THE EXTRACELLULAR MATRIX OF BONE is a composite ma-

terial composed of an organic phase reinforced by an

inorganic phase. The organic matrix, known as osteoid,

principally consists of collagen (approximately 90%), with

the remaining fraction completed by noncollagenous pro-

teins. The osteoid is mineralized by a calcium phosphate

described as carbonate-substituted hydroxyapatite (HA).1

Collagen is the main structural protein of vertebrates. As

many as 26 genetically distinct types of human collagen

have been identified, with subtle differences in their pri-

mary structure and molecular folding.2 Type I collagen is

the main collagen constituent of bone.
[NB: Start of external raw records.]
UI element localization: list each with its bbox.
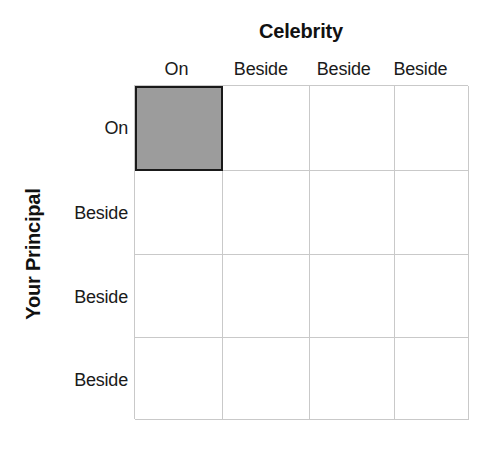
matrix-grid	[134, 85, 468, 419]
row-header-3: Beside	[0, 369, 128, 391]
grid-cell-r0-c3[interactable]	[395, 86, 469, 171]
grid-cell-r1-c0[interactable]	[135, 171, 223, 255]
grid-cell-r3-c2[interactable]	[310, 338, 395, 420]
grid-cell-r1-c2[interactable]	[310, 171, 395, 255]
grid-cell-r1-c1[interactable]	[223, 171, 310, 255]
grid-cell-r2-c2[interactable]	[310, 255, 395, 338]
grid-cell-r3-c3[interactable]	[395, 338, 469, 420]
column-header-2: Beside	[303, 57, 385, 83]
grid-cell-r3-c1[interactable]	[223, 338, 310, 420]
row-header-0: On	[0, 117, 128, 139]
grid-cell-r0-c1[interactable]	[223, 86, 310, 171]
column-header-row: On Beside Beside Beside	[134, 57, 468, 83]
row-header-column: On Beside Beside Beside	[0, 85, 128, 419]
grid-cell-r1-c3[interactable]	[395, 171, 469, 255]
grid-cell-r3-c0[interactable]	[135, 338, 223, 420]
grid-cell-r2-c1[interactable]	[223, 255, 310, 338]
column-header-3: Beside	[385, 57, 468, 83]
grid-cell-r2-c3[interactable]	[395, 255, 469, 338]
grid-cell-r0-c2[interactable]	[310, 86, 395, 171]
column-header-0: On	[134, 57, 219, 83]
column-header-1: Beside	[219, 57, 303, 83]
row-header-2: Beside	[0, 286, 128, 308]
row-header-1: Beside	[0, 202, 128, 224]
column-axis-title: Celebrity	[134, 19, 468, 43]
grid-cell-r0-c0[interactable]	[135, 86, 223, 171]
grid-cell-r2-c0[interactable]	[135, 255, 223, 338]
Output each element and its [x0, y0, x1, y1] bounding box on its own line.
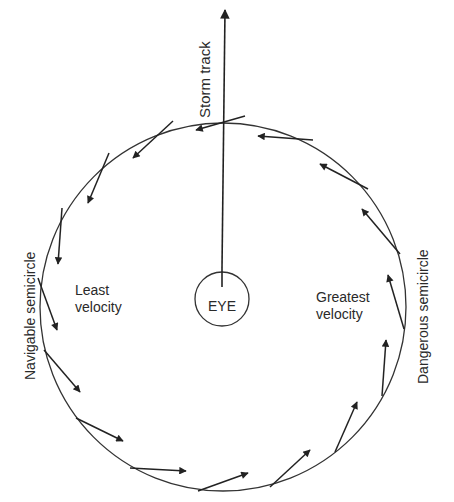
storm-diagram: Storm track EYE Least velocity Greatest …: [0, 0, 454, 502]
greatest-velocity-label-line2: velocity: [316, 306, 363, 322]
wind-arrow: [270, 450, 310, 487]
wind-arrow: [133, 121, 173, 158]
storm-track-label: Storm track: [196, 41, 213, 118]
least-velocity-label-line2: velocity: [75, 299, 122, 315]
wind-arrow: [76, 418, 123, 441]
wind-arrow: [58, 208, 62, 264]
eye-label: EYE: [208, 298, 236, 314]
navigable-semicircle-label: Navigable semicircle: [22, 251, 38, 380]
wind-arrow: [258, 136, 313, 140]
storm-track-arrow: [222, 10, 225, 268]
wind-arrow: [382, 340, 386, 396]
wind-arrow: [362, 209, 400, 254]
dangerous-semicircle-label: Dangerous semicircle: [415, 249, 431, 384]
wind-arrow: [335, 402, 357, 452]
wind-arrow: [320, 164, 368, 189]
least-velocity-label-line1: Least: [75, 282, 109, 298]
wind-arrow: [388, 275, 404, 329]
wind-arrow: [88, 153, 109, 203]
greatest-velocity-label-line1: Greatest: [316, 289, 370, 305]
wind-arrow: [44, 350, 80, 392]
wind-arrow: [198, 473, 248, 491]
Bone mineral, which

reinforces osteoid, consists of thin, flat plate crystals3–6

averaging 50 nm in length, 25 nm in width, and 2–5 nm in

thickness.5,6 These crystals are orientated with their long

crystallographic c-axis parallel to each other and aligned

with the collagen tropocollagen molecules.7,8 The exact

location of the crystals with respect to the Hodge and

Petruska model of collagen has not been precisely deter-

mined, but strong evidence supports their residence in the

Department of Medicine, University of Oxford, Oxford, United Kingdom.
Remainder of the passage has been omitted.